Your acreage may not be large,
but wheat is decorative landscaping, good for the soil, a nice garden backdrop,
attractive along walls and fences.
And it is a good start toward
making your yard edible.
Prepare the soil as you would
for garden crops. Plant wheat seeds one
and one-half inches deep, about two inches apart. Experts recommend about 36 seeds per square
foot. Give your plot or pot a thorough
watering to get the seed going, then sit back and enjoy watching it grow. Wheat in the ground needs water only every
couple of weeks, and, unlike that old fashioned lawn, you don’t have to mow it. Wheat will be ready to harvest in 4 to 6
months, but in the meantime, it will put on a nice show.
Do you need a reason to plant
wheat?
You’ll be helping maintain grain
diversity. You can grow very rare
varieties of wheat, find out how they do in our climate, taste ancient grains
like Emmer or Kamut as a cereal, bowl of grain salad, or a tasty flatbread. You can supply kernels to a seed exchange. (One 3’
by 3’ plot, can grow 2500 seeds.)
Where to get seed?
Bob’s Red Mill grains test as
lively and viable, and they include Spelt, Kamut, and grains like Amaranth
& Quinoa.
Heirloom & ancient wheat
seed can be purchased from several suppliers:
Salt Spring Farm http://saltspringseeds.com/
Community Grains http://comunitygrains.com/
Rare seed is sold in packets of 300
seeds, enough for ten square feet, or a few large pots. You might be the first in your neighborhood
to harvest Russian Vavilov, Alaskan Spelt, Black Einkorn, or Brazilian Amber.
India-Jammu one month after planting |
For more advise on home-grown
wheat cultivation:
So join this grass roots
revolution. Grow a patch of wheat. Seed savers and seed banks will thank
you. Your 300 seeds could yield two or three
pounds. Working together we can find
larger plots where we can grow that into three hundred pounds. That half ounce of rare wheat seed has been
multiplied by almost ten thousand, providing enough for a farmer to plant three
acres, and that could yield three tons of that rare wheat seed which cost you,
the initiating grower, $3.50.
You can tell your kids and your
neighbors that you did your part in restoring one of the great wheats of the
world ...
... and maybe one of the most uniquely flavorful.
... and maybe one of the most uniquely flavorful.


Directions: Make an exact copy of each entry, leaving out every picture.

Supplied records:
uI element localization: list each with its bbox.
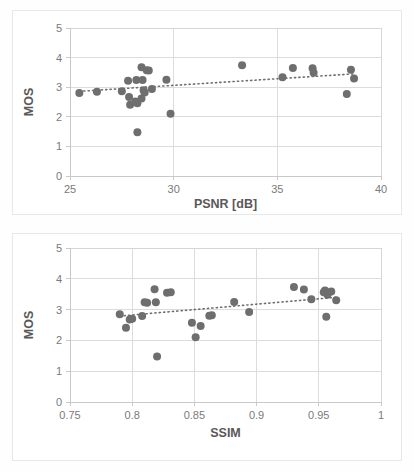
data-point bbox=[290, 283, 298, 291]
data-point bbox=[133, 128, 141, 136]
y-axis-tick-label: 4 bbox=[56, 52, 62, 64]
x-axis-tick-label: 35 bbox=[271, 183, 283, 195]
y-axis-tick-label: 3 bbox=[56, 81, 62, 93]
trendline bbox=[120, 297, 336, 316]
data-point bbox=[128, 315, 136, 323]
data-point bbox=[167, 288, 175, 296]
figure-page: 01234525303540PSNR [dB]MOS 0123450.750.8… bbox=[0, 0, 414, 472]
x-axis-title: PSNR [dB] bbox=[194, 197, 257, 211]
data-point bbox=[188, 319, 196, 327]
data-point bbox=[141, 89, 149, 97]
data-point bbox=[167, 110, 175, 118]
x-axis-tick-label: 0.95 bbox=[308, 409, 329, 421]
data-point bbox=[162, 76, 170, 84]
data-point bbox=[75, 89, 83, 97]
series-psnr bbox=[75, 61, 358, 136]
y-axis-tick-label: 1 bbox=[56, 140, 62, 152]
data-point bbox=[310, 69, 318, 77]
data-point bbox=[307, 295, 315, 303]
data-point bbox=[245, 308, 253, 316]
x-axis-tick-label: 25 bbox=[64, 183, 76, 195]
data-point bbox=[197, 322, 205, 330]
x-axis-title: SSIM bbox=[210, 426, 241, 440]
plot-area-ssim: 0123450.750.80.850.90.951SSIMMOS bbox=[13, 234, 401, 460]
data-point bbox=[343, 90, 351, 98]
data-point bbox=[143, 299, 151, 307]
y-axis-tick-label: 4 bbox=[56, 273, 62, 285]
x-axis-tick-label: 0.9 bbox=[249, 409, 264, 421]
y-axis-title: MOS bbox=[22, 311, 36, 339]
data-point bbox=[279, 73, 287, 81]
chart-panel-psnr: 01234525303540PSNR [dB]MOS bbox=[12, 10, 402, 215]
data-point bbox=[151, 285, 159, 293]
data-point bbox=[122, 324, 130, 332]
x-axis-tick-label: 0.8 bbox=[125, 409, 140, 421]
plot-area-psnr: 01234525303540PSNR [dB]MOS bbox=[13, 11, 401, 214]
data-point bbox=[148, 85, 156, 93]
scatter-chart-psnr: 01234525303540PSNR [dB]MOS bbox=[13, 11, 401, 214]
x-axis-tick-label: 0.75 bbox=[59, 409, 80, 421]
y-axis-tick-label: 1 bbox=[56, 365, 62, 377]
x-axis-tick-label: 1 bbox=[378, 409, 384, 421]
y-axis-tick-label: 2 bbox=[56, 111, 62, 123]
y-axis-tick-label: 0 bbox=[56, 396, 62, 408]
data-point bbox=[145, 67, 153, 75]
chart-panel-ssim: 0123450.750.80.850.90.951SSIMMOS bbox=[12, 233, 402, 461]
y-axis-tick-label: 2 bbox=[56, 334, 62, 346]
series-ssim bbox=[116, 283, 340, 360]
data-point bbox=[116, 310, 124, 318]
x-axis-tick-label: 40 bbox=[375, 183, 387, 195]
data-point bbox=[138, 312, 146, 320]
data-point bbox=[300, 286, 308, 294]
y-axis-tick-label: 5 bbox=[56, 242, 62, 254]
data-point bbox=[322, 313, 330, 321]
data-point bbox=[139, 76, 147, 84]
data-point bbox=[327, 287, 335, 295]
scatter-chart-ssim: 0123450.750.80.850.90.951SSIMMOS bbox=[13, 234, 401, 460]
data-point bbox=[153, 352, 161, 360]
x-axis-tick-label: 0.85 bbox=[184, 409, 205, 421]
data-point bbox=[124, 77, 132, 85]
data-point bbox=[238, 61, 246, 69]
x-axis-tick-label: 30 bbox=[168, 183, 180, 195]
data-point bbox=[208, 311, 216, 319]
data-point bbox=[118, 87, 126, 95]
y-axis-tick-label: 0 bbox=[56, 170, 62, 182]
data-point bbox=[93, 88, 101, 96]
data-point bbox=[332, 296, 340, 304]
data-point bbox=[347, 66, 355, 74]
data-point bbox=[230, 298, 238, 306]
data-point bbox=[289, 64, 297, 72]
data-point bbox=[192, 333, 200, 341]
data-point bbox=[152, 298, 160, 306]
data-point bbox=[350, 75, 358, 83]
y-axis-title: MOS bbox=[22, 88, 36, 116]
y-axis-tick-label: 5 bbox=[56, 22, 62, 34]
y-axis-tick-label: 3 bbox=[56, 304, 62, 316]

Result:
uI element localization: list each with its bbox.
data-point bbox=[290, 283, 298, 291]
data-point bbox=[133, 128, 141, 136]
y-axis-tick-label: 4 bbox=[56, 52, 62, 64]
x-axis-tick-label: 35 bbox=[271, 183, 283, 195]
y-axis-tick-label: 3 bbox=[56, 81, 62, 93]
trendline bbox=[120, 297, 336, 316]
data-point bbox=[128, 315, 136, 323]
data-point bbox=[167, 288, 175, 296]
figure-page: 01234525303540PSNR [dB]MOS 0123450.750.8… bbox=[0, 0, 414, 472]
x-axis-title: PSNR [dB] bbox=[194, 197, 257, 211]
data-point bbox=[188, 319, 196, 327]
data-point bbox=[141, 89, 149, 97]
data-point bbox=[167, 110, 175, 118]
x-axis-tick-label: 0.95 bbox=[308, 409, 329, 421]
data-point bbox=[162, 76, 170, 84]
data-point bbox=[75, 89, 83, 97]
series-psnr bbox=[75, 61, 358, 136]
y-axis-tick-label: 1 bbox=[56, 140, 62, 152]
data-point bbox=[310, 69, 318, 77]
data-point bbox=[307, 295, 315, 303]
data-point bbox=[245, 308, 253, 316]
x-axis-tick-label: 25 bbox=[64, 183, 76, 195]
data-point bbox=[197, 322, 205, 330]
x-axis-title: SSIM bbox=[210, 426, 241, 440]
plot-area-ssim: 0123450.750.80.850.90.951SSIMMOS bbox=[13, 234, 401, 460]
data-point bbox=[343, 90, 351, 98]
data-point bbox=[143, 299, 151, 307]
y-axis-tick-label: 4 bbox=[56, 273, 62, 285]
x-axis-tick-label: 0.9 bbox=[249, 409, 264, 421]
y-axis-title: MOS bbox=[22, 311, 36, 339]
data-point bbox=[279, 73, 287, 81]
chart-panel-psnr: 01234525303540PSNR [dB]MOS bbox=[12, 10, 402, 215]
data-point bbox=[151, 285, 159, 293]
data-point bbox=[122, 324, 130, 332]
x-axis-tick-label: 0.8 bbox=[125, 409, 140, 421]
plot-area-psnr: 01234525303540PSNR [dB]MOS bbox=[13, 11, 401, 214]
data-point bbox=[148, 85, 156, 93]
scatter-chart-psnr: 01234525303540PSNR [dB]MOS bbox=[13, 11, 401, 214]
x-axis-tick-label: 0.75 bbox=[59, 409, 80, 421]
y-axis-tick-label: 1 bbox=[56, 365, 62, 377]
x-axis-tick-label: 1 bbox=[378, 409, 384, 421]
y-axis-tick-label: 2 bbox=[56, 111, 62, 123]
y-axis-tick-label: 0 bbox=[56, 396, 62, 408]
data-point bbox=[145, 67, 153, 75]
chart-panel-ssim: 0123450.750.80.850.90.951SSIMMOS bbox=[12, 233, 402, 461]
y-axis-tick-label: 2 bbox=[56, 334, 62, 346]
series-ssim bbox=[116, 283, 340, 360]
data-point bbox=[116, 310, 124, 318]
x-axis-tick-label: 40 bbox=[375, 183, 387, 195]
data-point bbox=[138, 312, 146, 320]
data-point bbox=[300, 286, 308, 294]
y-axis-tick-label: 5 bbox=[56, 242, 62, 254]
data-point bbox=[322, 313, 330, 321]
data-point bbox=[139, 76, 147, 84]
data-point bbox=[327, 287, 335, 295]
scatter-chart-ssim: 0123450.750.80.850.90.951SSIMMOS bbox=[13, 234, 401, 460]
data-point bbox=[153, 352, 161, 360]
x-axis-tick-label: 0.85 bbox=[184, 409, 205, 421]
data-point bbox=[124, 77, 132, 85]
data-point bbox=[238, 61, 246, 69]
x-axis-tick-label: 30 bbox=[168, 183, 180, 195]
data-point bbox=[208, 311, 216, 319]
data-point bbox=[118, 87, 126, 95]
y-axis-tick-label: 0 bbox=[56, 170, 62, 182]
data-point bbox=[93, 88, 101, 96]
data-point bbox=[332, 296, 340, 304]
data-point bbox=[347, 66, 355, 74]
data-point bbox=[230, 298, 238, 306]
data-point bbox=[289, 64, 297, 72]
data-point bbox=[192, 333, 200, 341]
data-point bbox=[152, 298, 160, 306]
data-point bbox=[350, 75, 358, 83]
y-axis-title: MOS bbox=[22, 88, 36, 116]
y-axis-tick-label: 5 bbox=[56, 22, 62, 34]
y-axis-tick-label: 3 bbox=[56, 304, 62, 316]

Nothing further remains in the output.